TotalEnergies is the rare oil major that voluntarily caps gas prices for its customers. Paris is now openly weighing whether to tax it anyway.
"No Taboo" On A Windfall Tax
French Budget Minister David Amiel said Paris is not closing the door on an exceptional tax on TotalEnergies. The government, he said, still prefers the company's voluntary fuel-price cap as the main consumer-relief policy - but a special tax is on the menu.
The line is part of a wider European debate about energy profits, with Prime Minister Sebastien Lecornu saying he has "no objection in principle" to taxing what he calls exceptional profits. President Emmanuel Macron has called for a European response to what he described as excessive profits in energy markets.
The math behind the noise is real, with six of the biggest oil companies in the world - Chevron, Shell, BP, ConocoPhillips, ExxonMobil, and TotalEnergies - projected to earn an extra $37 million a day in 2026 versus 2025.

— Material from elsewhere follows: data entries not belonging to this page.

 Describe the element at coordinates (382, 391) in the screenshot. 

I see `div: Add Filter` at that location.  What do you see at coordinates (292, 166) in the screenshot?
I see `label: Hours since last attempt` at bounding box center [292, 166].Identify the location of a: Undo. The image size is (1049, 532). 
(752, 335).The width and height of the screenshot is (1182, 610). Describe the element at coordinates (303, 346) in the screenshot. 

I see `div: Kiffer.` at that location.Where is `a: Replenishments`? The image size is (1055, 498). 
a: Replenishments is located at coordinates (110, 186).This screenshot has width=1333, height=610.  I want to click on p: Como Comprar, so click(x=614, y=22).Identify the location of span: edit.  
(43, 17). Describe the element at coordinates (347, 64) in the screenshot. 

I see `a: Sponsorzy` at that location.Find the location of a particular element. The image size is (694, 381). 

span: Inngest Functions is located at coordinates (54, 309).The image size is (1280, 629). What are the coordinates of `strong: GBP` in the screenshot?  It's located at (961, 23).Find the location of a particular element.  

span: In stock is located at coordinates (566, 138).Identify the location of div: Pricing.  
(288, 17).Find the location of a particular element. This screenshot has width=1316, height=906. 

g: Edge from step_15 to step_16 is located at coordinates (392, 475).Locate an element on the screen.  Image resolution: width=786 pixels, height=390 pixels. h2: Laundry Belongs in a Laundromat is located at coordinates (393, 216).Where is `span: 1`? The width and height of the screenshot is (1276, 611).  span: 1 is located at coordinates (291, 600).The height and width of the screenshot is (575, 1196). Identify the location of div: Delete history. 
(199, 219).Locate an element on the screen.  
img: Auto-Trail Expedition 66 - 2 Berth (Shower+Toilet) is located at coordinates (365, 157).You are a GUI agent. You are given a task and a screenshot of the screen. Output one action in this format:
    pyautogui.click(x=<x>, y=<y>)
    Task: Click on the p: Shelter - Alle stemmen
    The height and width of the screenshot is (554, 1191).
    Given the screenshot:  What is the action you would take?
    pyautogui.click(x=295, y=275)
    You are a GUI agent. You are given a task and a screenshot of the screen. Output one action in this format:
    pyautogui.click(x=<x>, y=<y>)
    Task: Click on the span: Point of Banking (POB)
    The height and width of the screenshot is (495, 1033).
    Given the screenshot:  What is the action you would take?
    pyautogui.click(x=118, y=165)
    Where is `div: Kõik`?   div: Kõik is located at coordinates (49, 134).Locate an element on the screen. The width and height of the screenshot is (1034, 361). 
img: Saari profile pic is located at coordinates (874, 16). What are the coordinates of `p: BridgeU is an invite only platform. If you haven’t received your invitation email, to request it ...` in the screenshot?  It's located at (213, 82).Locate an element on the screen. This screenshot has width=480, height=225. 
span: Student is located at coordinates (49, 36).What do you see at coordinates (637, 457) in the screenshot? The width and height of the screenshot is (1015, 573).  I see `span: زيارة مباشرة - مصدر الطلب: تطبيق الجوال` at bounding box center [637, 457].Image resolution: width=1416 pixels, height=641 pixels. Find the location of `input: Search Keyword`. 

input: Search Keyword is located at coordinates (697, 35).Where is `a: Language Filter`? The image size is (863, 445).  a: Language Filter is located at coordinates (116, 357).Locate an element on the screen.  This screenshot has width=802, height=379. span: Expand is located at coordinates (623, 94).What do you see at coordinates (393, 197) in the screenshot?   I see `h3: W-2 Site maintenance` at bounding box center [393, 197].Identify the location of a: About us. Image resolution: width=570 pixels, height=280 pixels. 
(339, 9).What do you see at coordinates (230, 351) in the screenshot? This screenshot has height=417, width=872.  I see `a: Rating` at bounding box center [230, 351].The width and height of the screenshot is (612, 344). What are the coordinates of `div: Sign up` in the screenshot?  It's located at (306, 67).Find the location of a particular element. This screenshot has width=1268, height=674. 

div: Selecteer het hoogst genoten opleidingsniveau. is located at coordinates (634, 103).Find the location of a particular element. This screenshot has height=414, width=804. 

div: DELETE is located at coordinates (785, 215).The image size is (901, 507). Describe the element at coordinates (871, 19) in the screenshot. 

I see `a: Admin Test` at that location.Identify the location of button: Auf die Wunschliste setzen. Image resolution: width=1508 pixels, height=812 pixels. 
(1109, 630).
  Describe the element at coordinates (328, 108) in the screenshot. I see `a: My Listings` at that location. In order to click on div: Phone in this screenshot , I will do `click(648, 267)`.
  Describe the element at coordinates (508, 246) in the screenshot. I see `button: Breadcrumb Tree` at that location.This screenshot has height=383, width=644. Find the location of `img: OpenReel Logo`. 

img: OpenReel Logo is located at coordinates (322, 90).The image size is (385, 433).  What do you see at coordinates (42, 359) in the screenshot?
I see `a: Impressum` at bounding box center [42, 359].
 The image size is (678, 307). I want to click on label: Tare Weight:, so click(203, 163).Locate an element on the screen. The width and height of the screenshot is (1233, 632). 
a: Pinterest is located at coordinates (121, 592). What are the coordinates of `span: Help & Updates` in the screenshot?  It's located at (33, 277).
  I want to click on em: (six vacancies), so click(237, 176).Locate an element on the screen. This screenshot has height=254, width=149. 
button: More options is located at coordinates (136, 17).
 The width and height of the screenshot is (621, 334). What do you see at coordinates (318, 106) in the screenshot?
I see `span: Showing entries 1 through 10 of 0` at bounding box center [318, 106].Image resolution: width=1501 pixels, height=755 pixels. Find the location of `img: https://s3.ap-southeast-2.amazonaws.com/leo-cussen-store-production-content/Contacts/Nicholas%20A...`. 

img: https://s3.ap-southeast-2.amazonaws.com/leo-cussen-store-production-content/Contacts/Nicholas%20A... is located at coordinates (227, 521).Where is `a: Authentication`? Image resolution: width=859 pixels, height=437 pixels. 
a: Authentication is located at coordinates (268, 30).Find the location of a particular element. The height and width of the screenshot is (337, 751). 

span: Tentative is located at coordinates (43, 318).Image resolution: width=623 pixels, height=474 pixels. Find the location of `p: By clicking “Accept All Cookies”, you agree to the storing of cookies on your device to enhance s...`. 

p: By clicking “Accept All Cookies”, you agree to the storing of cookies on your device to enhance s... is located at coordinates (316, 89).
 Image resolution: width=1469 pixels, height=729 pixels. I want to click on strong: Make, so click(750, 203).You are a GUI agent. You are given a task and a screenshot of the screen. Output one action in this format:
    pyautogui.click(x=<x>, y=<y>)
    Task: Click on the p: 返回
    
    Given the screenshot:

Energy is moving on policy as much as on oil prices these days. Market Briefs covers both in five minutes every morning, and a free investing masterclass comes with the sign-up.
TotalEnergies Pushes Back
TotalEnergies has held the line on fuel prices at all 3,000 of its French stations for the duration of the Middle East crisis, which is one of the most visible consumer-side moves any oil major has made.
Then came the warning. CEO Patrick Pouyanne told the French paper Sud Ouest the company would have to drop the cap if Paris adds a new tax on oil refining.
The bottom line: France can have the price cap, or it can have the new tax revenue, but it cannot have both in TotalEnergies' view.
Why It Matters Beyond Paris
The debate is not staying inside France, with several European governments openly discussing fresh windfall taxes on oil companies as profits keep climbing through the Iran war.
A French move would set a clear precedent for the rest of the EU, and TotalEnergies' threat to drop the cap would set a precedent in the other direction.
Investors in European energy names are watching whether the policy tilts toward consumer protection or treasury revenue. A coordinated EU windfall tax could compress oil major earnings across the board, while a France-only move would weigh more heavily on TotalEnergies than its peers.
Pouyanne's interview made clear which way TotalEnergies wants to push the conversation, and Amiel's "no taboo" line shows the government is not closing any doors.
Worth Noting
Paris has to choose its trade-off, with a windfall tax raising money but risking higher prices at the pump overnight. A cap keeps prices low but leaves a profitable company sitting on a fat margin.
How the French government answers will tell investors how much politics, and not just markets, will shape European energy prices for the rest of the year.